Reading the Mood Behind Words: Integrating Prosody-Derived Emotional Context into Socially Responsive VR Agents
This addresses the issue of emotionally incongruent responses in VR interactions for users, though it is incremental as it builds on existing LLM and emotion recognition methods.
The paper tackled the problem of VR agents missing emotional cues from prosody by integrating real-time speech emotion recognition into an LLM-based pipeline, resulting in significant improvements in dialogue quality and 93.3% participant preference for the emotion-aware agent.

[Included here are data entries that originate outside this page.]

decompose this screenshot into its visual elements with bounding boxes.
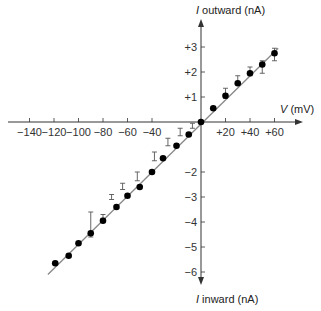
data-point: [124, 192, 131, 199]
x-axis-title: V (mV): [280, 103, 314, 115]
x-tick-label: +20: [216, 126, 235, 138]
y-tick-label: −5: [184, 241, 197, 253]
data-point: [271, 50, 278, 57]
y-tick-label: +2: [184, 66, 197, 78]
data-point: [87, 230, 94, 237]
x-tick-label: −60: [118, 126, 137, 138]
y-tick-label: −3: [184, 191, 197, 203]
x-tick-label: −140: [17, 126, 42, 138]
x-axis-arrow-icon: [295, 119, 303, 125]
tick-labels: −140−120−100−80−60−40+20+40+60+3+2+1−2−3…: [17, 41, 284, 278]
data-point: [65, 252, 72, 259]
y-tick-label: +3: [184, 41, 197, 53]
y-tick-label: +1: [184, 91, 197, 103]
data-point: [113, 204, 120, 211]
data-point: [198, 119, 205, 126]
data-point: [160, 155, 167, 162]
y-tick-label: −6: [184, 266, 197, 278]
x-tick-label: −80: [94, 126, 113, 138]
x-tick-label: −120: [42, 126, 67, 138]
y-axis-title-outward: I outward (nA): [196, 4, 265, 16]
y-tick-label: −2: [184, 166, 197, 178]
data-point: [222, 92, 229, 99]
x-tick-label: −100: [66, 126, 91, 138]
x-tick-label: +40: [241, 126, 260, 138]
y-axis-up-arrow-icon: [198, 19, 204, 27]
data-point: [210, 105, 217, 112]
data-point: [149, 169, 156, 176]
data-point: [173, 142, 180, 149]
data-point: [247, 70, 254, 77]
y-axis-down-arrow-icon: [198, 277, 204, 285]
data-point: [136, 184, 143, 191]
x-tick-label: −40: [143, 126, 162, 138]
data-point: [52, 260, 59, 267]
data-point: [100, 217, 107, 224]
data-point: [185, 131, 192, 138]
y-tick-label: −4: [184, 216, 197, 228]
iv-curve-chart: −140−120−100−80−60−40+20+40+60+3+2+1−2−3…: [0, 0, 321, 311]
data-point: [75, 240, 82, 247]
data-point: [234, 80, 241, 87]
x-tick-label: +60: [265, 126, 284, 138]
y-axis-title-inward: I inward (nA): [196, 293, 258, 305]
data-point: [259, 61, 266, 68]
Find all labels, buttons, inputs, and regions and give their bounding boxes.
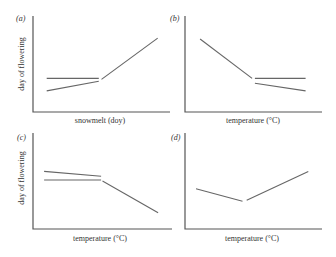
- plot-area: [33, 16, 170, 112]
- series-line-descending-segment: [200, 39, 252, 78]
- x-axis-label: snowmelt (doy): [75, 116, 126, 125]
- series-line-descending-segment: [103, 181, 159, 213]
- panel-label: (d): [171, 133, 181, 142]
- figure: (a) day of flowering snowmelt (doy) (b) …: [0, 0, 336, 257]
- series-line-descending-segment: [196, 189, 243, 202]
- x-axis-label: temperature (°C): [225, 234, 279, 243]
- y-axis-label: day of flowering: [17, 37, 26, 90]
- plot-area: [33, 133, 172, 229]
- axes: [33, 16, 170, 112]
- panel-a: (a) day of flowering snowmelt (doy): [16, 14, 170, 125]
- panel-label: (c): [17, 133, 26, 142]
- panel-b: (b) temperature (°C): [170, 14, 322, 125]
- series-line-lower-segment: [47, 81, 99, 91]
- plot-area: [185, 16, 322, 112]
- panel-label: (b): [170, 14, 180, 23]
- series-line-lower-segment: [255, 83, 306, 91]
- y-axis-label: day of flowering: [17, 151, 26, 204]
- panel-label: (a): [16, 14, 26, 23]
- x-axis-label: temperature (°C): [226, 116, 280, 125]
- panel-d: (d) temperature (°C): [171, 133, 322, 243]
- series-line-rising-segment: [247, 171, 309, 200]
- plot-area: [185, 133, 322, 229]
- series-line-rising-segment: [102, 38, 158, 79]
- series-line-upper-segment: [44, 171, 101, 176]
- panel-c: (c) day of flowering temperature (°C): [17, 133, 172, 243]
- axes: [185, 133, 322, 229]
- x-axis-label: temperature (°C): [73, 234, 127, 243]
- axes: [185, 16, 322, 112]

In VR interactions with embodied conversational agents, users' emotional intent is often conveyed more by how something is said than by what is said. However, most VR agent pipelines rely on speech-to-text processing, discarding prosodic cues and often producing emotionally incongruent responses despite correct semantics. We propose an emotion-context-aware VR interaction pipeline that treats vocal emotion as explicit dialogue context in an LLM-based conversational agent. A real-time speech emotion recognition model infers users' emotional states from prosody, and the resulting emotion labels are injected into the agent's dialogue context to shape response tone and style. Results from a within-subjects VR study (N=30) show significant improvements in dialogue quality, naturalness, engagement, rapport, and human-likeness, with 93.3% of participants preferring the emotion-aware agent.